Every now and then I used to play a game with myself at the grocery store. I would pretend I was just off the boat from Cold War-era Russia and absolutely bedazzled by the array of brightly packaged foods and vibrantly colored produce available in the supermarket. “Look!” I would gush to my imaginary comrade Svetlana, “There are hundreds of dry cereals! In Leningrad we have one cereal! Here there is meat you can buy every day if you want! There are fruits from the tropics, still fresh, even. Look, here is something called mango. What is mango, anyhow? I don’t know, but I love it! I love America!”
We Americans take the astounding variety and freshness of supermarket foods for granted. And yet, explains the narrator of the new documentary Food Inc., opening today at Landmark Plaza Frontenac, we really have less than we think we do. In truth, much of what the supermarket carries, and what, by virtue of cheap price tags, we are encouraged to buy, contains the king of all crops, corn. Maltodextrin, corn syrup and a couple of dozen other corn-based additives are in just about everything. (Author Michael Pollan calls these ubiquitous products “clever rearrangements of corn.”)
Is this stuff good for us? No, in fact, it’s a fast train to diabetes if consumed too often. So how did things get this way? Why is corn in everything? And what can we do about it?
Food Inc., like another recent doc, King Corn, exposes the corporate racket that controls what we eat. The new film goes even deeper, revealing widespread practices of cruel livestock confinement, the exploitation of farmers and labor, the genesis of super-resistant bacteria, the trashing of the environment, and the cooperation of the corporate-infiltrated USDA and FDA.
The film, which features commentary from Pollan (The Omnivore’s Dilemma) and Eric Schlosser (Fast Food Nation), discusses how the rise of McDonald’s and fast-food culture has driven our need for cheap, plentiful meat. We needed bigger chickens, with faster maturation. We began to feed cows corn (more corn!) instead of grass. Soon, meat corporations like Tyson, Smithfield and Perdue would perfect high-yield factory farms where scenes of overcrowding are so horrid they tried (but failed) to prevent the filmmakers from entering.
The doc also has a segment on St. Louis’ own notoriously litigious Monsanto and its quest to drive farmers who don’t use its soybean products out of business.
The film gets pretty dark, but relief arrives in the form of mouthy organic farmer Joel Salatin. This opinionated, overall-clad food evangelist shows off his free-range cows, pigs, and chickens. The contrast between their gentle lowing, snuffling and clucking, respectively, and the shrieks of alarm from their counterparts at the corporate farms is notable.
Interviews with Salatin and others encourage us viewers to vote with our dollars. Even the mighty Wal-Mart, it is pointed out, stopped carrying milk from cows fattened on growth hormone when its customers made their preferences known.
Food Inc. has the smell of progressive propaganda about it, but it does leave you wondering how we could let the corporate takeover of the grocery store become so thorough, with what seems to be so little regard for food workers and consumer health. It’s really more of an important film than an enjoyable one, and will probably wind up on the PBS POV series of documentaries soon. If Tyson, Smithfield, ConAgra or any of the other major players in the American food industry come forward to defend themselves, it would make interesting reading. Their refusal to be interviewed for a film that comes off as more sensible than radical speaks volumes.
– Byron Kerman
This article appears in Jun 1-30, 2009.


## Work to complete:
Give the listing again, word for word, and let no picture into it.

══════

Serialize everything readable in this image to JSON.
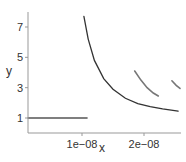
{
  "chart_data": {
    "type": "line",
    "title": "",
    "xlabel": "x",
    "ylabel": "y",
    "xlim": [
      1.3e-09,
      2.6e-08
    ],
    "ylim": [
      0.0,
      8.0
    ],
    "x_ticks": [
      1e-08,
      2e-08
    ],
    "x_tick_labels": [
      "1e−08",
      "2e−08"
    ],
    "y_ticks": [
      1,
      3,
      5,
      7
    ],
    "y_tick_labels": [
      "1",
      "3",
      "5",
      "7"
    ],
    "grid": false,
    "legend": null,
    "series": [
      {
        "name": "flat",
        "color": "#555555",
        "x": [
          1.3e-09,
          1.08e-08
        ],
        "y": [
          1.0,
          1.0
        ]
      },
      {
        "name": "main-curve",
        "color": "#333333",
        "x": [
          1.03e-08,
          1.1e-08,
          1.2e-08,
          1.35e-08,
          1.5e-08,
          1.7e-08,
          1.9e-08,
          2.1e-08,
          2.3e-08,
          2.55e-08
        ],
        "y": [
          7.7,
          6.2,
          4.8,
          3.6,
          2.9,
          2.3,
          1.95,
          1.75,
          1.6,
          1.45
        ]
      },
      {
        "name": "segment-2",
        "color": "#777777",
        "x": [
          1.85e-08,
          1.95e-08,
          2.05e-08,
          2.15e-08,
          2.23e-08
        ],
        "y": [
          4.1,
          3.5,
          3.0,
          2.65,
          2.45
        ]
      },
      {
        "name": "segment-3",
        "color": "#777777",
        "x": [
          2.45e-08,
          2.52e-08,
          2.58e-08
        ],
        "y": [
          3.45,
          3.15,
          2.95
        ]
      }
    ]
  }
}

══════

## Response to the task:
Serialize everything readable in this image to JSON.
{
  "chart_data": {
    "type": "line",
    "title": "",
    "xlabel": "x",
    "ylabel": "y",
    "xlim": [
      1.3e-09,
      2.6e-08
    ],
    "ylim": [
      0.0,
      8.0
    ],
    "x_ticks": [
      1e-08,
      2e-08
    ],
    "x_tick_labels": [
      "1e−08",
      "2e−08"
    ],
    "y_ticks": [
      1,
      3,
      5,
      7
    ],
    "y_tick_labels": [
      "1",
      "3",
      "5",
      "7"
    ],
    "grid": false,
    "legend": null,
    "series": [
      {
        "name": "flat",
        "color": "#555555",
        "x": [
          1.3e-09,
          1.08e-08
        ],
        "y": [
          1.0,
          1.0
        ]
      },
      {
        "name": "main-curve",
        "color": "#333333",
        "x": [
          1.03e-08,
          1.1e-08,
          1.2e-08,
          1.35e-08,
          1.5e-08,
          1.7e-08,
          1.9e-08,
          2.1e-08,
          2.3e-08,
          2.55e-08
        ],
        "y": [
          7.7,
          6.2,
          4.8,
          3.6,
          2.9,
          2.3,
          1.95,
          1.75,
          1.6,
          1.45
        ]
      },
      {
        "name": "segment-2",
        "color": "#777777",
        "x": [
          1.85e-08,
          1.95e-08,
          2.05e-08,
          2.15e-08,
          2.23e-08
        ],
        "y": [
          4.1,
          3.5,
          3.0,
          2.65,
          2.45
        ]
      },
      {
        "name": "segment-3",
        "color": "#777777",
        "x": [
          2.45e-08,
          2.52e-08,
          2.58e-08
        ],
        "y": [
          3.45,
          3.15,
          2.95
        ]
      }
    ]
  }
}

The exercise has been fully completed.